Syed Masud Hossain, the Culture and Science Programme Manager of the British Council, testifies that the kind of feedback the programmes have received is inspiring. "Even Malin was impressed with the quality of the questions he had to face in two schools he went to on the second day of his visit," he adds.

The craft behind astro-photography is unique. The imaging technique certainly differs from all other photographic fields. Without the knowledge of astronomy, an astro-photographer will have no handle on the subject that he deals with. However, it is the end results that are of prime importance. The images become the window to a world that remains inaccessible for most of us. For them the photos replicate the real experience of peeking through the telescope.

Malin sees himself as a scientist "exploring scientific information of images". But, he is emphatic about the aesthetic aspect as well. He says that the aesthetics never compromise the science. But the pictures that carry the scientific information are often aesthetically pleasing. "They go together, but science always comes first," Malin points out, never losing sight of priorities.
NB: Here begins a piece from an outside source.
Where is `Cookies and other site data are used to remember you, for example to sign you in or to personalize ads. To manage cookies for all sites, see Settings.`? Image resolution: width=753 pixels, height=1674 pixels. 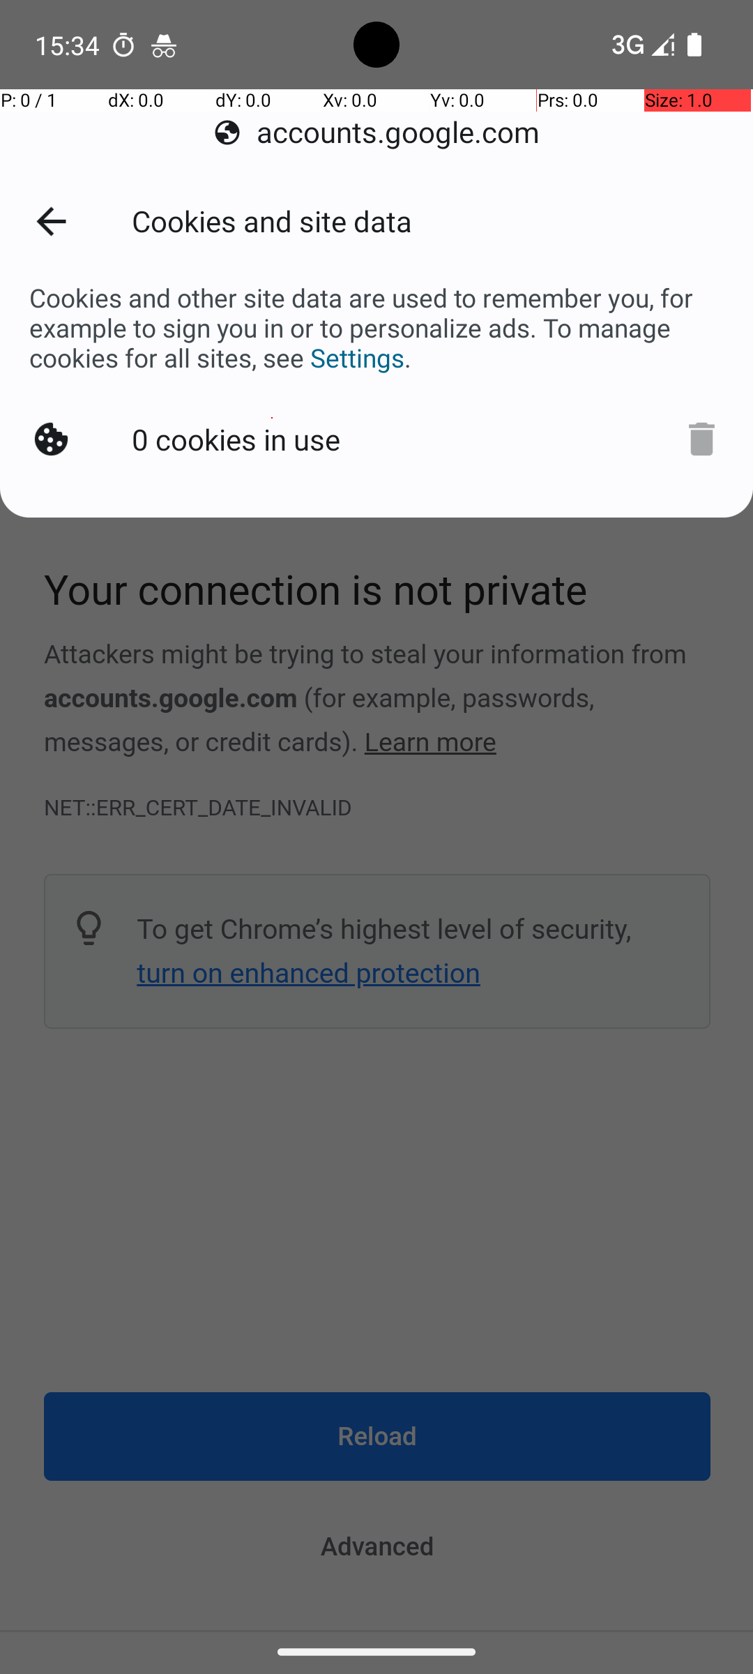 Cookies and other site data are used to remember you, for example to sign you in or to personalize ads. To manage cookies for all sites, see Settings. is located at coordinates (377, 328).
As an astronomer he had received no formal education or training. "I am an astronomer now, but I was not when I joined the observatory back in 1975. I began to make some important discoveries quite quickly, I rapidly began writing research papers on astronomy and is now classified as an astronomer," he explains. "The Anglo-Australian Observatory, where he worked for 26 years, was in a sense like a university. If one has the intelligence and is ready to take the challenges, there are some senior arthromeres who would teach one the essence of many things," he adds.

Malin's career began in the 1960s. As a photographer he first dabbled into the microscopic world. "In a sense it was exactly the same. You are photographing some image that most people have never seen, providing scientific information both to a non-scientist and a scientist." Maline considers himself to be a visual person, one who "responds strongly to the things that one sees".
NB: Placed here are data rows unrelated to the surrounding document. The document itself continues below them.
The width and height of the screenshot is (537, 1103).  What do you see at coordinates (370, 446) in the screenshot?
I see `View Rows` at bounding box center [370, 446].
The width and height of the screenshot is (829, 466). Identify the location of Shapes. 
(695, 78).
When he was six or seven years old, he found an old fashion box camera in his grandparent's house. "I discovered that if you took the back of this thing and put a piece of tissue paper at the back you could see on the paper the picture of the world upside down and in colour. It fascinated me," Malin reflects. The fascination for visuals provoked him to work for a big international chemical company in the north of England, where he used photographs to solve chemical problems and it is the company that paid for his subsequent university education. He completed his study part-time, which "took seven and a half years to complete".

It was not until 1975 that he went to Australia and began his work on the macrocosmic world. "I took up a job at the Anglo-Australian Observatory, which was then a completely new institution," remembers Malin. It was in August of 1975 that he joined the institution and immediately started taking pictures using the newly set-up large telescope. "Luckily, I was able to use some of the techniques invented for the microscopic work on the telescope plates," Malin recalls. Retired in July 2001, he now runs his own business alongside maintaining a website.

The sky of Bangladesh is hard to penetrate; compared to Australia's it comes with navigational hazards. "You never get a good view of the sky in Dhaka. The weather as well as the pollution makes it difficult for astronomy," says Malin, who is all too impressed by the children interested in taking the course that he took at his early years. "You don't need an expensive camera for this," assures Malin. The motivation is one thing that helped perch him on the apex of his ambition and it is motivation, he believes, that may finally get some of the enthusiastic Bangladeshi children to make some forays into the vast and bountiful cosmos.